Douglas Ross is a “lightweight figure”, Jacob Rees-Mogg has said, after the leader of the Scottish Conservatives called for Boris Johnson’s resignation over the Downing Street party scandal.
Ross, the MP for Moray, said the prime minister’s position was “no longer tenable”, and revealed he had spoken to Johnson on Wednesday to “set out my reasons”, adding that he “explained to him my position”.
But, as calls for Johnson’s resignation grow louder, Rees-Mogg dismissed his criticism, suggesting that the prime minister’s Scotland Secretary is a much more important figure.
Appearing on the BBC’s Newsnight, the Commons Leader said: “Douglas Ross has always been quite a lightweight figure.”
And he added. thatAlister Jack, the Scotland secretary, who is supportive of Johnson, was “much more substantial and important”.
Rees-Mogg’s remark drew an audible gasp from presenter Kirsty Wark, who had told the Commons leader that all 31 Scottish Tory MSPs now believe Johnson should quit.
Politics expert Professor Sir John Curtice said those comments “are going to get repeated endlessly north of the border” by the Tories’ opponents.
He warned: “Given the difficulties the Conservatives are now in, they are at risk of beginning to implode themselves as a result of the internal fighting within the party.”
Sir John, speaking on BBC Radio Scotland’s Good Morning Scotland programme, said the upcoming council elections north of the border could help explain why Tories in Scotland are speaking out against Johnson – with the overwhelming majority of MSPs having publicly backed Ross and his calls for the PM to quit.
The Strathclyde University elections expert said Scottish Conservative Party “knows it is on a sticky wicket” with the local elections in May.
While he said the Tories will “not want to be fighting those elections against a backdrop of a party that has lost its popularity”, he added: “That at the moment is the prospect that faces it.
“Which perhaps helps to explain why Tory MSPs have been the first out of the hatch to say that the prime minister should go.”
Earlier, Rees-Mogg had told LBC he did not think the Scottish Conservative leader was a “big figure”.
He added: “I don’t think it’s a surprise Douglas Ross takes this view.
“He’s never been a supporter of the prime minister. He has constantly made disobliging comments about the PM.”
As tensions in the Tory party threaten to boil over, a former MSP said Rees-Mogg was wrong to call Ross a “lightweight”.
Professor Adam Tomkins, who quit Holyrood last year, insisted he was “wrong” to brand Ross a “lightweight” – describing it as “very rude and dismissive”.
Professor Tomkins added there is now some “serious thinking” that needs to be done in Scotland about the links between the party on either side of the border.
He told Good Morning Scotland: “There’s a ‘Save Boris’ operation going on at the moment, which you would expect Jacob Rees-Mogg to be… at the head of. That explains why Jacob Rees-Mogg was very rude and dismissive about Douglas yesterday.
“Jacob’s got this wrong – I don’t agree with anything that Jacob said about this matter.
“Douglas is a man of principle and a man of steel, and he will lead the Scottish Conservatives in the direction he thinks he needs to lead them in order to secure that credible fighting voice for centre-right ideas in Scottish politics.”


WHAT IS NEEDED:
Filter this data down to the lines that hold "Economic", and copy them.

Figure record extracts
------------------------------

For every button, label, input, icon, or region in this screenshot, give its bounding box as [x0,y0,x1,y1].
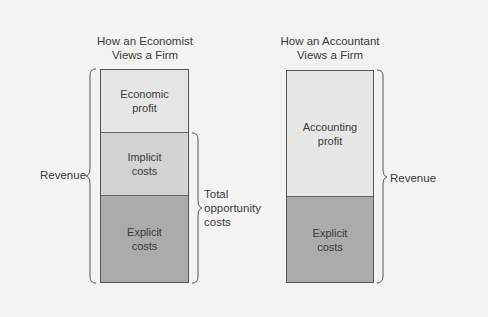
revenue-left-brace [86,68,98,284]
accountant-explicit-costs-segment: Explicit costs [287,197,373,282]
accountant-column: Accounting profit Explicit costs [286,70,374,283]
opportunity-costs-brace [191,132,203,284]
accounting-profit-label: Accounting profit [303,120,357,148]
explicit-costs-segment: Explicit costs [101,196,188,282]
total-opportunity-costs-label: Total opportunity costs [204,187,261,229]
economic-profit-segment: Economic profit [101,70,188,133]
accountant-title: How an Accountant Views a Firm [278,34,382,62]
economist-revenue-label: Revenue [40,168,86,182]
accounting-profit-segment: Accounting profit [287,71,373,197]
implicit-costs-label: Implicit costs [127,150,161,178]
revenue-right-brace [376,69,388,285]
economist-title: How an Economist Views a Firm [95,34,195,62]
accountant-explicit-costs-label: Explicit costs [313,226,348,254]
explicit-costs-label: Explicit costs [127,225,162,253]
implicit-costs-segment: Implicit costs [101,133,188,196]
accountant-revenue-label: Revenue [390,171,436,185]
economist-column: Economic profit Implicit costs Explicit … [100,69,189,283]
economic-profit-label: Economic profit [120,87,168,115]
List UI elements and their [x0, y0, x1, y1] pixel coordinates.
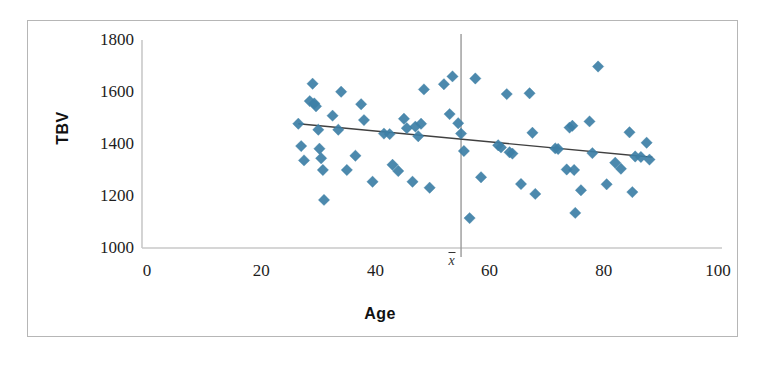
scatter-point [327, 110, 338, 121]
scatter-point [527, 127, 538, 138]
scatter-point [298, 155, 309, 166]
scatter-point [318, 194, 329, 205]
scatter-point [401, 122, 412, 133]
scatter-point [358, 114, 369, 125]
x-axis-title: Age [364, 305, 396, 323]
y-axis-tick-labels: 10001200140016001800 [62, 0, 134, 371]
scatter-point [424, 182, 435, 193]
scatter-point [524, 88, 535, 99]
x-tick-label: 20 [253, 262, 270, 279]
scatter-point [575, 185, 586, 196]
scatter-point [475, 172, 486, 183]
scatter-plot-figure: 10001200140016001800 020406080100 TBV Ag… [0, 0, 764, 371]
scatter-point [452, 118, 463, 129]
scatter-point [515, 178, 526, 189]
scatter-point [624, 127, 635, 138]
x-bar-mean-annotation-label: x [449, 252, 456, 268]
scatter-point [641, 137, 652, 148]
y-tick-label: 1400 [68, 135, 134, 152]
scatter-point [307, 78, 318, 89]
y-tick-label: 1000 [68, 239, 134, 256]
scatter-point [295, 140, 306, 151]
scatter-point [627, 186, 638, 197]
scatter-point [315, 153, 326, 164]
scatter-point [413, 131, 424, 142]
scatter-point [355, 99, 366, 110]
y-axis-title: TBV [54, 98, 72, 158]
y-tick-label: 1200 [68, 187, 134, 204]
scatter-point [367, 176, 378, 187]
figure-caption-partial [40, 358, 370, 369]
scatter-point [584, 116, 595, 127]
scatter-point [501, 88, 512, 99]
scatter-point [335, 86, 346, 97]
scatter-point [293, 118, 304, 129]
x-tick-label: 100 [705, 262, 731, 279]
regression-trend-line [298, 124, 652, 158]
y-tick-label: 1800 [68, 31, 134, 48]
scatter-point [407, 176, 418, 187]
scatter-point [470, 73, 481, 84]
scatter-point [398, 113, 409, 124]
scatter-point [464, 212, 475, 223]
scatter-point [570, 207, 581, 218]
scatter-point [587, 147, 598, 158]
scatter-point [447, 71, 458, 82]
scatter-series [293, 61, 656, 224]
scatter-point [601, 179, 612, 190]
scatter-point [418, 84, 429, 95]
scatter-point [438, 79, 449, 90]
x-tick-label: 60 [481, 262, 498, 279]
scatter-point [350, 150, 361, 161]
y-tick-label: 1600 [68, 83, 134, 100]
scatter-point [530, 188, 541, 199]
x-axis-tick-labels: 020406080100 [0, 262, 764, 290]
x-tick-label: 40 [367, 262, 384, 279]
scatter-point [314, 143, 325, 154]
scatter-point [444, 108, 455, 119]
scatter-point [592, 61, 603, 72]
scatter-point [568, 164, 579, 175]
scatter-point [341, 164, 352, 175]
scatter-point [455, 128, 466, 139]
x-tick-label: 0 [143, 262, 152, 279]
x-bar-variable: x [449, 253, 455, 268]
x-tick-label: 80 [595, 262, 612, 279]
scatter-point [333, 124, 344, 135]
scatter-point [458, 145, 469, 156]
scatter-point [317, 164, 328, 175]
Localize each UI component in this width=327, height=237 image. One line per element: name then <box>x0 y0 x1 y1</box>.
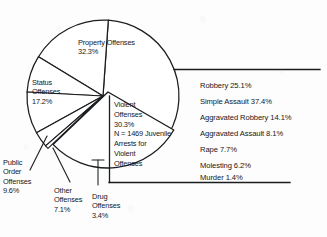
slice-label-public-order: Public Order Offenses 9.6% <box>3 158 31 196</box>
breakout-item-robbery: Robbery 25.1% <box>200 81 251 90</box>
breakout-item-rape: Rape 7.7% <box>200 145 237 154</box>
slice-label-drug: Drug Offenses 3.4% <box>92 192 120 220</box>
pie-chart-figure: Property Offenses 32.3% Status Offenses … <box>0 0 327 237</box>
breakout-item-simple-assault: Simple Assault 37.4% <box>200 97 272 106</box>
breakout-item-molesting: Molesting 6.2% <box>200 161 251 170</box>
slice-label-property: Property Offenses 32.3% <box>78 38 135 57</box>
slice-label-status: Status Offenses 17.2% <box>32 78 60 106</box>
leader-line-public-order <box>30 136 47 170</box>
breakout-item-aggravated-robbery: Aggravated Robbery 14.1% <box>200 113 291 122</box>
slice-label-other: Other Offenses 7.1% <box>54 186 82 214</box>
breakout-item-aggravated-assault: Aggravated Assault 8.1% <box>200 129 283 138</box>
breakout-item-murder: Murder 1.4% <box>200 173 243 182</box>
slice-label-violent: Violent Offenses 30.3% N = 1469 Juvenile… <box>114 100 171 169</box>
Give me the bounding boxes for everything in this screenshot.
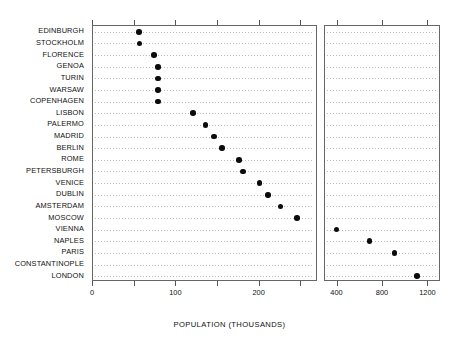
axis-tick <box>175 281 176 286</box>
data-point-venice <box>257 180 263 186</box>
axis-tick-label-800: 800 <box>376 288 388 297</box>
axis-tick-label-400: 400 <box>330 288 342 297</box>
axis-tick <box>259 281 260 286</box>
grid-row <box>95 43 314 44</box>
axis-tick <box>337 20 338 25</box>
category-label-turin: TURIN <box>61 72 84 83</box>
grid-row <box>327 160 437 161</box>
grid-row <box>327 183 437 184</box>
category-label-petersburgh: PETERSBURGH <box>26 165 84 176</box>
grid-row <box>95 183 314 184</box>
grid-row <box>95 265 314 266</box>
axis-tick-label-100: 100 <box>169 288 181 297</box>
axis-tick <box>217 281 218 286</box>
category-label-moscow: MOSCOW <box>48 212 84 223</box>
category-label-edinburgh: EDINBURGH <box>38 25 84 36</box>
grid-row <box>327 171 437 172</box>
grid-row <box>327 230 437 231</box>
grid-row <box>95 148 314 149</box>
grid-row <box>95 102 314 103</box>
grid-row <box>95 32 314 33</box>
dot-plot-chart: EDINBURGHSTOCKHOLMFLORENCEGENOATURINWARS… <box>0 0 459 346</box>
axis-tick-label-0: 0 <box>90 288 94 297</box>
x-axis-title: POPULATION (THOUSANDS) <box>0 320 459 329</box>
category-label-rome: ROME <box>61 153 84 164</box>
grid-row <box>327 265 437 266</box>
grid-row <box>327 276 437 277</box>
category-label-warsaw: WARSAW <box>50 84 84 95</box>
category-label-stockholm: STOCKHOLM <box>36 37 84 48</box>
grid-row <box>95 137 314 138</box>
grid-row <box>95 113 314 114</box>
grid-row <box>327 195 437 196</box>
category-label-vienna: VIENNA <box>56 223 84 234</box>
data-point-florence <box>151 52 157 58</box>
data-point-vienna <box>334 227 340 233</box>
grid-row <box>95 160 314 161</box>
axis-tick-label-1200: 1200 <box>419 288 435 297</box>
data-point-dublin <box>265 192 271 198</box>
data-point-petersburgh <box>240 169 246 175</box>
axis-tick <box>217 20 218 25</box>
grid-row <box>327 43 437 44</box>
axis-tick <box>337 281 338 286</box>
category-label-palermo: PALERMO <box>47 118 84 129</box>
grid-row <box>95 78 314 79</box>
data-point-copenhagen <box>155 99 161 105</box>
grid-row <box>327 218 437 219</box>
data-point-amsterdam <box>278 204 284 210</box>
grid-row <box>95 230 314 231</box>
category-label-constantinople: CONSTANTINOPLE <box>15 258 84 269</box>
data-point-paris <box>392 250 398 256</box>
axis-tick <box>175 20 176 25</box>
data-point-madrid <box>211 134 217 140</box>
data-point-edinburgh <box>136 29 142 35</box>
grid-row <box>95 67 314 68</box>
axis-tick <box>382 281 383 286</box>
category-label-venice: VENICE <box>56 177 84 188</box>
axis-tick <box>382 20 383 25</box>
category-label-dublin: DUBLIN <box>56 188 84 199</box>
category-label-london: LONDON <box>51 270 84 281</box>
category-label-genoa: GENOA <box>57 60 84 71</box>
grid-row <box>327 55 437 56</box>
chart-panel-left <box>92 25 317 281</box>
data-point-naples <box>367 238 373 244</box>
grid-row <box>327 125 437 126</box>
data-point-moscow <box>294 215 300 221</box>
data-point-genoa <box>155 64 161 70</box>
grid-row <box>327 102 437 103</box>
grid-row <box>95 218 314 219</box>
data-point-rome <box>236 157 242 163</box>
grid-row <box>95 253 314 254</box>
grid-row <box>327 90 437 91</box>
axis-tick <box>300 20 301 25</box>
axis-tick <box>134 20 135 25</box>
grid-row <box>95 241 314 242</box>
plot-area-left <box>93 26 316 280</box>
category-label-amsterdam: AMSTERDAM <box>35 200 84 211</box>
grid-row <box>327 206 437 207</box>
axis-tick <box>427 281 428 286</box>
category-label-copenhagen: COPENHAGEN <box>30 95 84 106</box>
data-point-lisbon <box>190 110 196 116</box>
axis-tick <box>92 20 93 25</box>
axis-tick <box>427 20 428 25</box>
grid-row <box>327 148 437 149</box>
category-label-paris: PARIS <box>62 246 84 257</box>
chart-panel-right <box>324 25 440 281</box>
axis-tick <box>300 281 301 286</box>
axis-tick <box>259 20 260 25</box>
grid-row <box>95 55 314 56</box>
axis-tick <box>134 281 135 286</box>
category-label-berlin: BERLIN <box>56 142 84 153</box>
category-label-madrid: MADRID <box>54 130 84 141</box>
category-label-lisbon: LISBON <box>56 107 84 118</box>
grid-row <box>327 67 437 68</box>
axis-tick <box>92 281 93 286</box>
grid-row <box>327 253 437 254</box>
data-point-london <box>414 273 420 279</box>
data-point-berlin <box>219 145 225 151</box>
grid-row <box>95 90 314 91</box>
grid-row <box>327 137 437 138</box>
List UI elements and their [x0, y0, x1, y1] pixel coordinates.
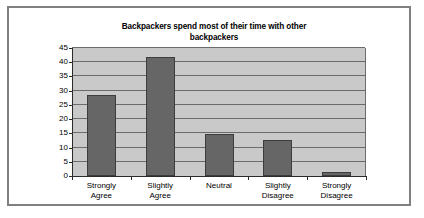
bar [263, 140, 292, 176]
gridline [72, 75, 365, 76]
x-tick-mark [307, 177, 308, 180]
x-tick-label: Neutral [190, 181, 249, 191]
bar [205, 134, 234, 176]
x-axis-ticks: Strongly AgreeSlightly AgreeNeutralSligh… [72, 177, 366, 207]
chart-title-line-2: backpackers [190, 33, 239, 42]
x-tick-label: Slightly Agree [131, 181, 190, 200]
chart-title-line-1: Backpackers spend most of their time wit… [122, 22, 307, 31]
gridline [72, 90, 365, 91]
x-tick-mark [366, 177, 367, 180]
y-tick-mark [69, 148, 72, 149]
bar [87, 95, 116, 176]
chart-figure-frame: Backpackers spend most of their time wit… [7, 6, 411, 206]
x-tick-label: Slightly Disagree [248, 181, 307, 200]
x-tick-label: Strongly Agree [72, 181, 131, 200]
x-tick-label: Strongly Disagree [307, 181, 366, 200]
y-tick-mark [69, 105, 72, 106]
y-tick-mark [69, 133, 72, 134]
y-tick-mark [69, 119, 72, 120]
y-tick-mark [69, 48, 72, 49]
gridline [72, 61, 365, 62]
x-tick-mark [131, 177, 132, 180]
y-axis-line [72, 48, 73, 177]
x-tick-mark [72, 177, 73, 180]
y-tick-mark [69, 91, 72, 92]
gridline [72, 118, 365, 119]
gridline [72, 104, 365, 105]
plot-area [72, 48, 366, 176]
y-tick-mark [69, 62, 72, 63]
bar [146, 57, 175, 176]
y-tick-mark [69, 76, 72, 77]
gridline [72, 47, 365, 48]
chart-title: Backpackers spend most of their time wit… [69, 21, 359, 43]
x-tick-mark [248, 177, 249, 180]
x-tick-mark [190, 177, 191, 180]
y-tick-mark [69, 162, 72, 163]
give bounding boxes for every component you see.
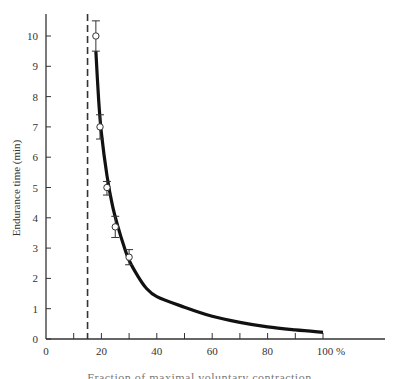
- y-tick-label: 8: [33, 91, 39, 103]
- data-point-marker: [104, 184, 110, 190]
- y-tick-label: 1: [33, 303, 39, 315]
- y-tick-label: 2: [33, 272, 39, 284]
- y-tick-label: 6: [33, 151, 39, 163]
- axes: 012345678910020406080100 %: [27, 14, 385, 357]
- y-tick-label: 5: [33, 182, 39, 194]
- fitted-curve: [96, 51, 323, 332]
- data-points: [92, 21, 133, 265]
- x-tick-label: 100 %: [317, 345, 345, 357]
- x-tick-label: 0: [43, 345, 49, 357]
- endurance-chart: 012345678910020406080100 % Endurance tim…: [0, 0, 399, 368]
- curve-path: [96, 51, 323, 332]
- y-tick-label: 10: [27, 30, 39, 42]
- data-point-marker: [126, 254, 132, 260]
- y-tick-label: 4: [33, 212, 39, 224]
- x-tick-label: 80: [262, 345, 274, 357]
- y-tick-label: 3: [33, 242, 39, 254]
- x-axis-title: Fraction of maximal voluntary contractio…: [0, 371, 399, 379]
- y-tick-label: 9: [33, 60, 39, 72]
- x-tick-label: 60: [207, 345, 219, 357]
- data-point-marker: [97, 124, 103, 130]
- y-tick-label: 7: [33, 121, 39, 133]
- x-tick-label: 40: [151, 345, 163, 357]
- data-point-marker: [93, 33, 99, 39]
- y-tick-label: 0: [33, 333, 39, 345]
- x-tick-label: 20: [96, 345, 108, 357]
- data-point-marker: [112, 224, 118, 230]
- x-axis-title-clip: Fraction of maximal voluntary contractio…: [0, 368, 399, 379]
- y-axis-title: Endurance time (min): [10, 139, 23, 236]
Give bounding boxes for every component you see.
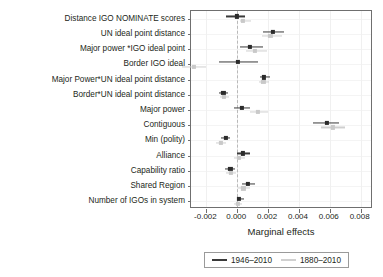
grid-line-vertical (361, 11, 362, 207)
estimate-marker (192, 64, 196, 68)
estimate-marker (253, 49, 257, 53)
grid-line-vertical (330, 11, 331, 207)
grid-line-horizontal (191, 19, 371, 20)
estimate-marker (271, 30, 275, 34)
grid-line-vertical (299, 11, 300, 207)
estimate-marker (241, 19, 245, 23)
y-axis-tick (188, 80, 192, 81)
legend-label: 1946–2010 (231, 256, 272, 265)
estimate-marker (222, 95, 226, 99)
grid-line-horizontal (191, 186, 371, 187)
estimate-marker (224, 136, 228, 140)
grid-line-vertical (206, 11, 207, 207)
estimate-marker (241, 186, 245, 190)
y-axis-tick (188, 186, 192, 187)
y-axis-tick (188, 125, 192, 126)
y-axis-tick (188, 171, 192, 172)
grid-line-vertical (268, 11, 269, 207)
y-axis-category-label: Border IGO ideal (0, 59, 185, 68)
y-axis-category-label: Contiguous (0, 120, 185, 129)
y-axis-category-label: Capability ratio (0, 165, 185, 174)
estimate-marker (248, 45, 252, 49)
y-axis-category-label: Number of IGOs in system (0, 196, 185, 205)
estimate-marker (237, 197, 241, 201)
estimate-marker (241, 151, 245, 155)
x-axis-label: Marginal effects (190, 226, 372, 237)
x-axis-tick-label: 0.008 (350, 212, 370, 221)
estimate-marker (262, 75, 266, 79)
legend-item: 1880–2010 (281, 256, 341, 265)
estimate-marker (236, 60, 240, 64)
estimate-marker (237, 156, 241, 160)
legend-line-icon (281, 259, 296, 260)
y-axis-tick (188, 19, 192, 20)
coefficient-plot-figure: Distance IGO NOMINATE scoresUN ideal poi… (0, 0, 383, 277)
y-axis-tick (188, 95, 192, 96)
chart-legend: 1946–20101880–2010 (204, 252, 349, 268)
y-axis-tick (188, 49, 192, 50)
x-axis-tick-label: 0.000 (226, 212, 246, 221)
grid-line-horizontal (191, 171, 371, 172)
y-axis-category-label: UN ideal point distance (0, 28, 185, 37)
grid-line-horizontal (191, 110, 371, 111)
x-axis-tick-label: 0.006 (319, 212, 339, 221)
estimate-marker (240, 106, 244, 110)
x-axis-tick-labels: -0.0020.0000.0020.0040.0060.008 (190, 212, 372, 224)
grid-line-horizontal (191, 49, 371, 50)
y-axis-category-label: Major power (0, 105, 185, 114)
y-axis-category-label: Border*UN ideal point distance (0, 89, 185, 98)
y-axis-tick (188, 156, 192, 157)
y-axis-tick (188, 34, 192, 35)
y-axis-tick (188, 110, 192, 111)
zero-reference-line (237, 11, 238, 207)
grid-line-horizontal (191, 201, 371, 202)
plot-area (190, 10, 372, 208)
legend-label: 1880–2010 (300, 256, 341, 265)
legend-item: 1946–2010 (212, 256, 272, 265)
estimate-marker (261, 80, 265, 84)
estimate-marker (331, 125, 335, 129)
estimate-marker (246, 182, 250, 186)
estimate-marker (256, 110, 260, 114)
x-axis-tick-label: 0.004 (288, 212, 308, 221)
estimate-marker (229, 171, 233, 175)
y-axis-category-label: Major Power*UN ideal point distance (0, 74, 185, 83)
estimate-marker (325, 121, 329, 125)
estimate-marker (268, 34, 272, 38)
grid-line-horizontal (191, 156, 371, 157)
y-axis-category-label: Major power *IGO ideal point (0, 44, 185, 53)
estimate-marker (221, 90, 225, 94)
y-axis-category-labels: Distance IGO NOMINATE scoresUN ideal poi… (0, 10, 185, 208)
estimate-marker (228, 167, 232, 171)
estimate-marker (235, 14, 239, 18)
y-axis-category-label: Alliance (0, 150, 185, 159)
y-axis-category-label: Min (polity) (0, 135, 185, 144)
x-axis-tick-label: -0.002 (194, 212, 217, 221)
y-axis-category-label: Shared Region (0, 181, 185, 190)
estimate-marker (236, 201, 240, 205)
estimate-marker (219, 141, 223, 145)
legend-line-icon (212, 259, 227, 260)
y-axis-category-label: Distance IGO NOMINATE scores (0, 13, 185, 22)
grid-line-horizontal (191, 80, 371, 81)
y-axis-tick (188, 140, 192, 141)
x-axis-tick-label: 0.002 (257, 212, 277, 221)
grid-line-horizontal (191, 95, 371, 96)
grid-line-horizontal (191, 64, 371, 65)
y-axis-tick (188, 201, 192, 202)
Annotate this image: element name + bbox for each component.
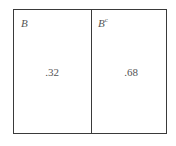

------------------------------

OUTPUT FOR THIS TASK:
economic-profit-segment: Economic profit [101,70,188,133]
economist-column: Economic profit Implicit costs Explicit … [100,69,189,283]
economic-profit-label: Economic profit [120,87,168,115]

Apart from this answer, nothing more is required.